On its own, each check is weak. Put together, they act like a net. A value that clears all three has earned its spot in the database, and a value that trips any of them gets a person's attention. The nice part is that only those values do, so a reviewer's time goes straight to the places that actually need it.
From Agreement to a Number
Flags on their own are not quite enough. You want a dial, not just an alarm. So each record starts from the model's own stated confidence and gets nudged up or down from there: a small bump when an independent source agrees, a bigger drop when one disagrees, and a plain-English note attached to every adjustment so you can see why.
What comes out is a single trust score per record, along with the reasons behind it. That score is what lets the system mostly run itself. High-confidence records flow straight through, and the handful that disagree get pushed to a person with the conflict already spelled out, something like "model A said 872, the rules said 745, that is a 17 percent gap." A review like that takes seconds instead of minutes. You are no longer checking everything, only the things the machines could not agree on.
The Part That Surprised Me
The hard part was not the comparison itself. It was figuring out which two things to compare in the first place.
Before you can ask whether two models agree on a record, you have to be sure they are even talking about the same record. When a document describes several similar items, each model lists them in its own order and uses slightly different names for each one. Match them up wrong and your carefully built scorer ends up comparing one item to a different one, and then it reports nonsense: disagreement where there is none, and false confidence exactly where you should be worried.

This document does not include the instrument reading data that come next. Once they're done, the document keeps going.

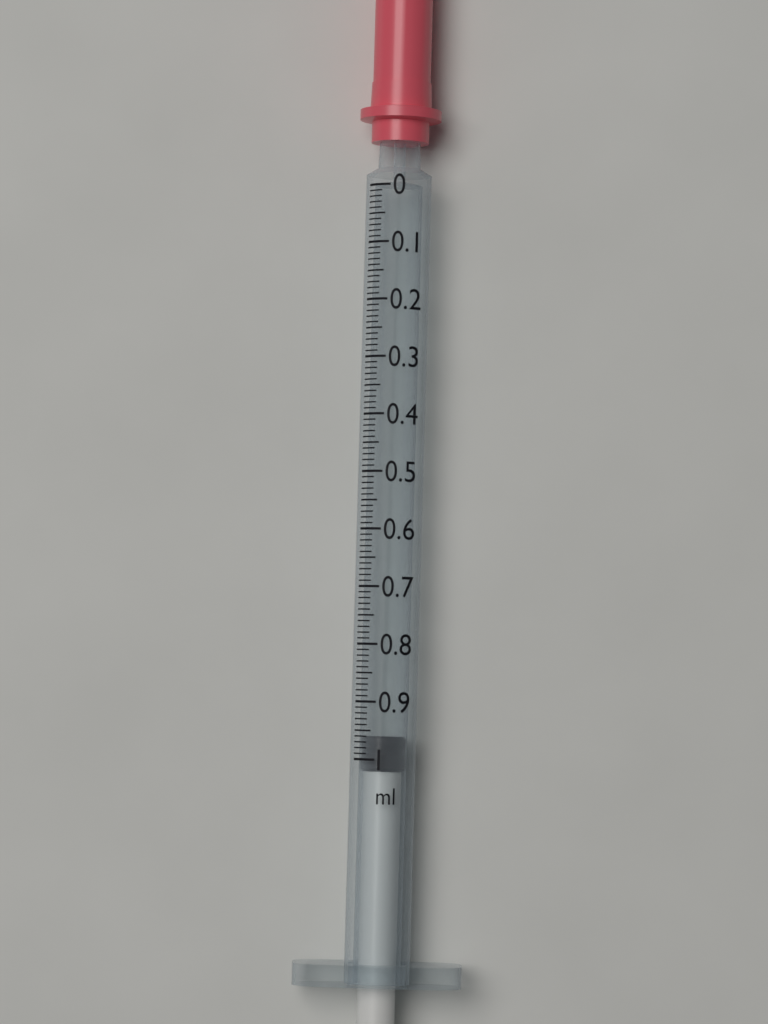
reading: 0.96 ml
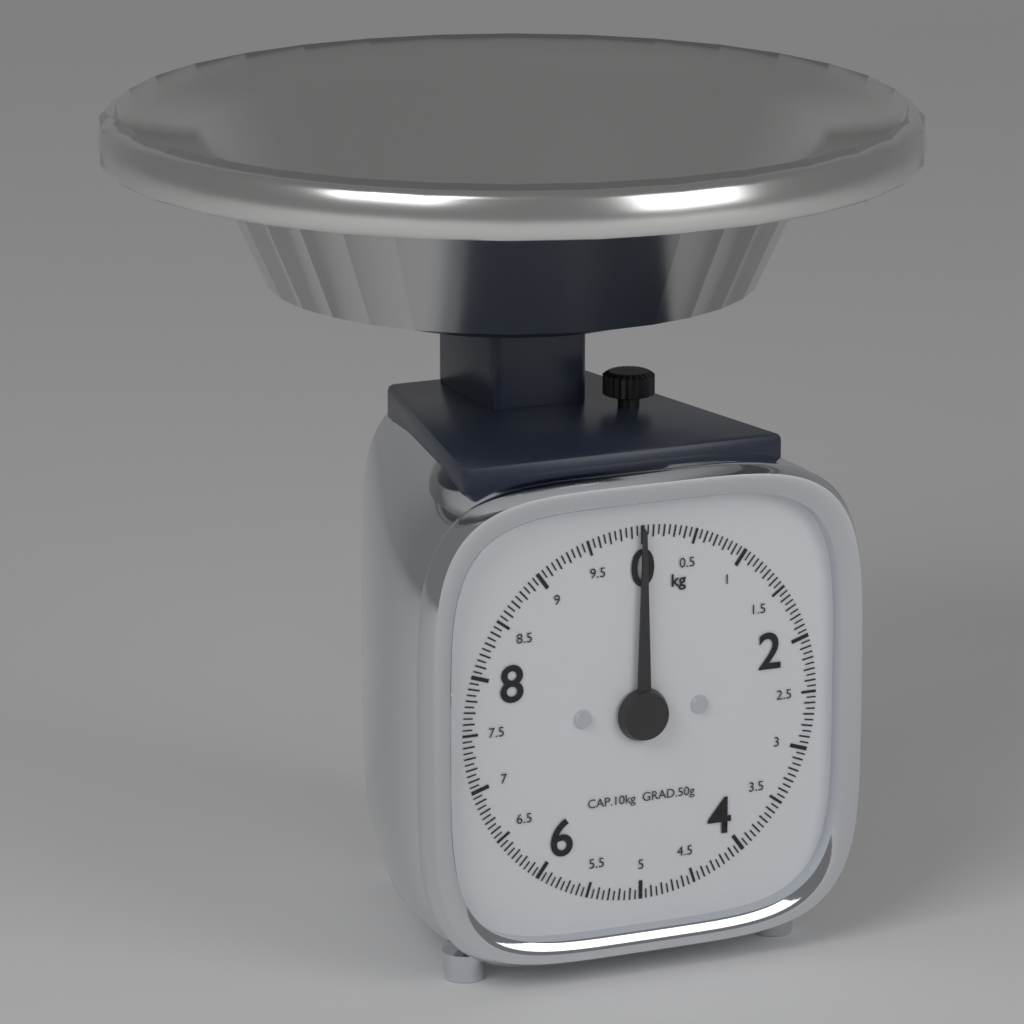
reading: 0.00 kg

That quiet matching step, which has the proper name of entity resolution, is where most of the actual engineering went. It was a good reminder that in systems like this the intelligence is rarely the bottleneck. The plumbing around the intelligence usually is.
The Takeaway
One model gives you an answer. A second, independent path gives you something more useful, which is a reason to believe that answer or a reason to doubt it. Most of the effort in this project did not go into getting a good answer out of a model. It went into earning the right to trust it.
If you are putting a language model into anything where a quiet mistake is expensive, do not bet on one model being perfect. Set up two imperfect processes, let them disagree, and pay close attention when they do. That disagreement is not noise. It is probably the most honest signal you have.